Our Friend—director, Gabriella Cowperthwaite (2019)
I watched this film with my husband a couple months ago and I’ve been wanting to write something about it ever since—maybe I’ll develop my thoughts in a longer piece sometime soon. Adapted from Matthew Teague’s 2015 essay “The Friend,” Our Friend is a picture of what marriage, singleness, and friendship look like in the face of a terminal cancer diagnosis. And while cancer is the occasion for the story, the film is about much more than this. It’s about a man who neglects his family for the sake of personal glory until his wife’s illness calls him home to be the father and husband he’s meant to be. It’s about an aimless, single man who finally finds his greater purpose by serving his friends in their time of greatest need. It’s about two men who discover their vocations in the midst of suffering and learn how to lay their lives down for a friend.
One of the things I found most startling was how truly the film depicts the physical and emotional weight of caring for a dying body. I haven’t seen any other film depict the complexity of hospice work in all its frustration, exhaustion, pain, embarrassment—and glory.
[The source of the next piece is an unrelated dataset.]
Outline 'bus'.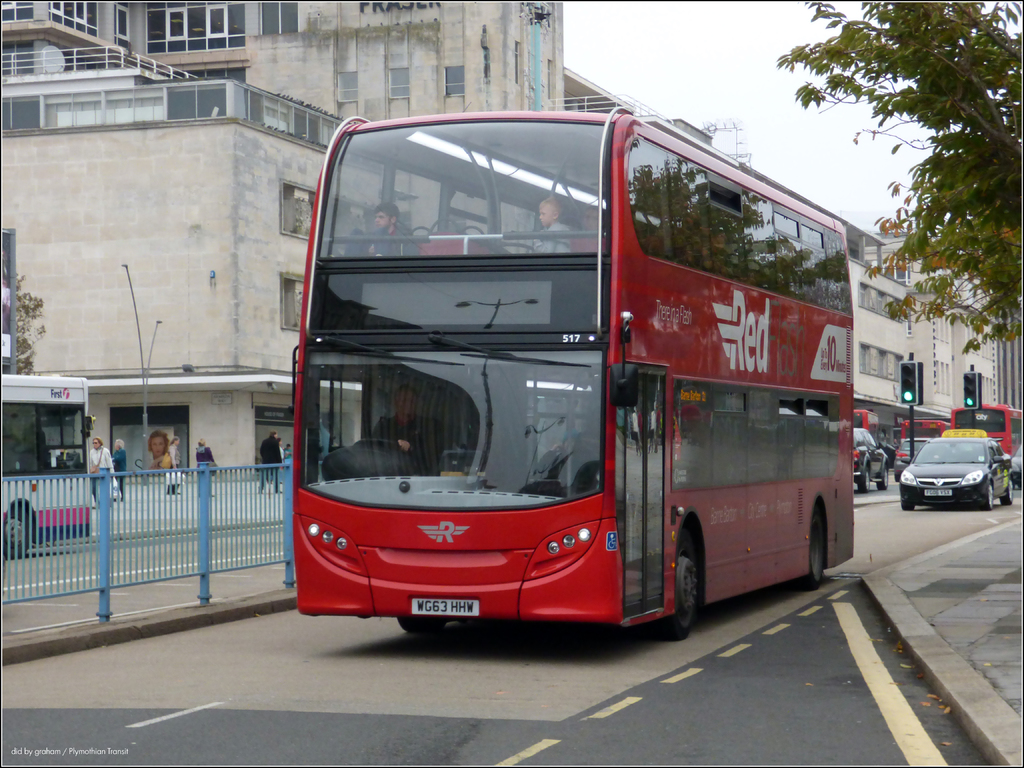
Outline: l=285, t=99, r=861, b=644.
To tend to another’s body on the cusp of death—to wash, dress, feed, soothe, support it—to meet its last needs, to see that it’s taken care of before it goes into the ground, not knowing if she’ll be there the next time you walk into the room—this is work that testifies to the body’s worth and the need for resurrection.
Our Friend does not look away from the sorrow of our mortal limits. At the same time, however, it affirms that these limits can bear beauty, calling us to greater love, sacrifice, and thanksgiving for one another.
—Lara
Last week, the Good Faith podcast featured an interview with one of our favorite writers, Andy Crouch (author of The Life We’re Looking For: Reclaiming Relationship in a Technological World). Andy offers a helpful perspective of how to think about the rise of popular AI tools (like ChatGPT), noting how the entertainment and simulation of “boring robots” cannot substitute for real life experience and relationships.
New Finds & Upcoming Events
At the Greystone Theological Institute’s annual Winter Feast last weekend, Jared had the chance to meet the Maine-based hand-tool woodworker and Greystone Associate Fellow, Joshua Klein. Klein is editor-in-chief for Mortise & Tenon, a magazine devoted to hand-tool woodworking. Klein will be helping lead Greystone’s Mechanical Arts Program, which you can think of as a Robert-Capon-meets-Matthew-Crawford-meets-seminary kind of program where students experience the grain of reality (quite literally) through tradeskills and craftsmanship.
Speaking of Matthew Crawford, he’ll be giving the annual First Things Lecture in Washington, DC on Tuesday, March 7 on “Antihumanism and the Post-Political Condition.” You can register here. (And if you’re in town, let Jared know!)
Poetry Selection
From blossoms comes
this brown paper bag of peaches
we bought from the boy
at the bend in the road where we turned toward
signs painted Peaches.
From laden boughs, from hands,
from sweet fellowship in the bins,
comes nectar at the roadside, succulent
peaches we devour, dusty skin and all,
comes the familiar dust of summer, dust we eat.
O, to take what we love inside,
to carry within us an orchard, to eat
not only the skin, but the shade,
not only the sugar, but the days, to hold
the fruit in our hands, adore it, then bite into
the round jubilance of peach.
There are days we live
as if death were nowhere
in the background; from joy
to joy to joy, from wing to wing,
from blossom to blossom to
impossible blossom, to sweet impossible blossom.
Such high quality content, thank you!!